> Task to carry out
Your task is to copy the stretch of lines in the records below that begins with the line containing "You are a GUI" and ends with the line containing "This screenshot has", exactly as written, with nothing added.

Source data section start

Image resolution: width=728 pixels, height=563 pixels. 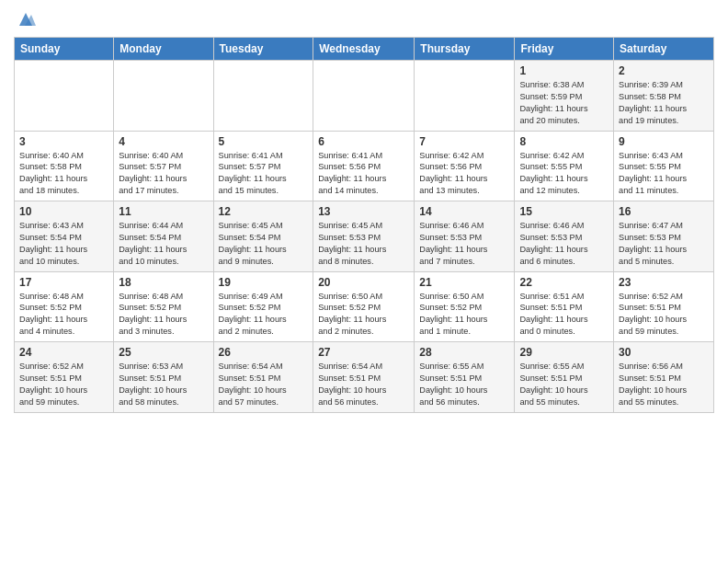 I want to click on day-header-wednesday: Wednesday, so click(x=364, y=50).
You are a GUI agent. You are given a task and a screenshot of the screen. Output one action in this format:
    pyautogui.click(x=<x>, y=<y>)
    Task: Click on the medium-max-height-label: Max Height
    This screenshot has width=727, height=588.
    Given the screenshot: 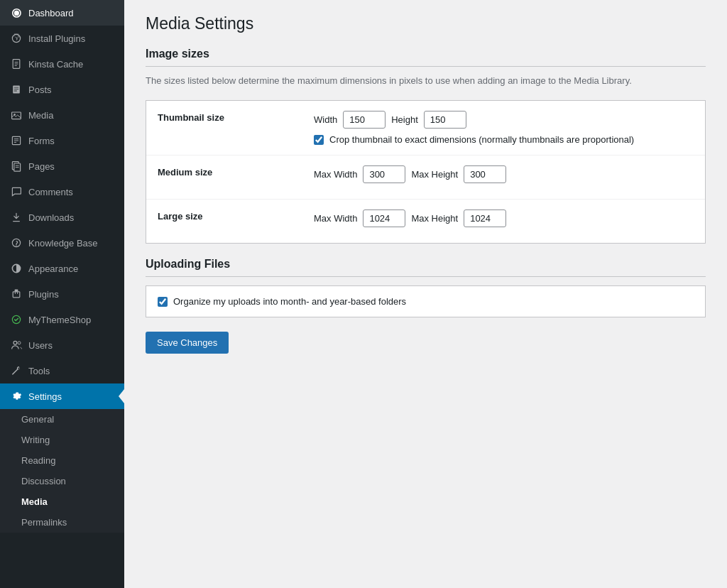 What is the action you would take?
    pyautogui.click(x=434, y=175)
    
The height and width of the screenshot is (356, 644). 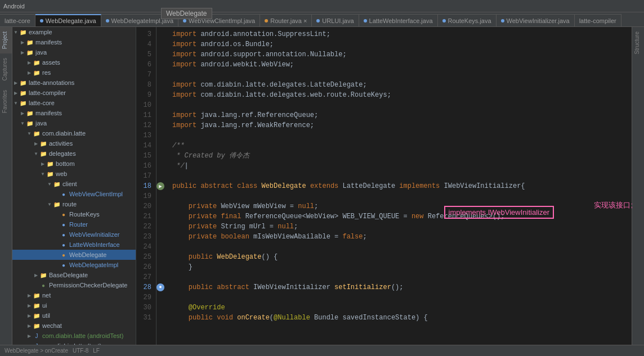 I want to click on sidebar-item-label: manifests, so click(x=84, y=42).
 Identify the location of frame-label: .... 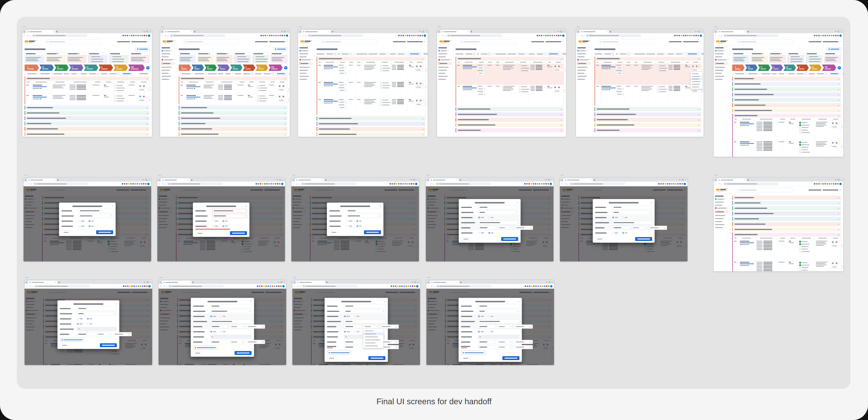
(428, 174).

Source data section end

> Problem solution
You are a GUI agent. You are given a task and a screenshot of the screen. Output one action in this format:
    pyautogui.click(x=<x>, y=<y>)
    Task: Click on the medium-max-height-label: Max Height
    This screenshot has width=727, height=588.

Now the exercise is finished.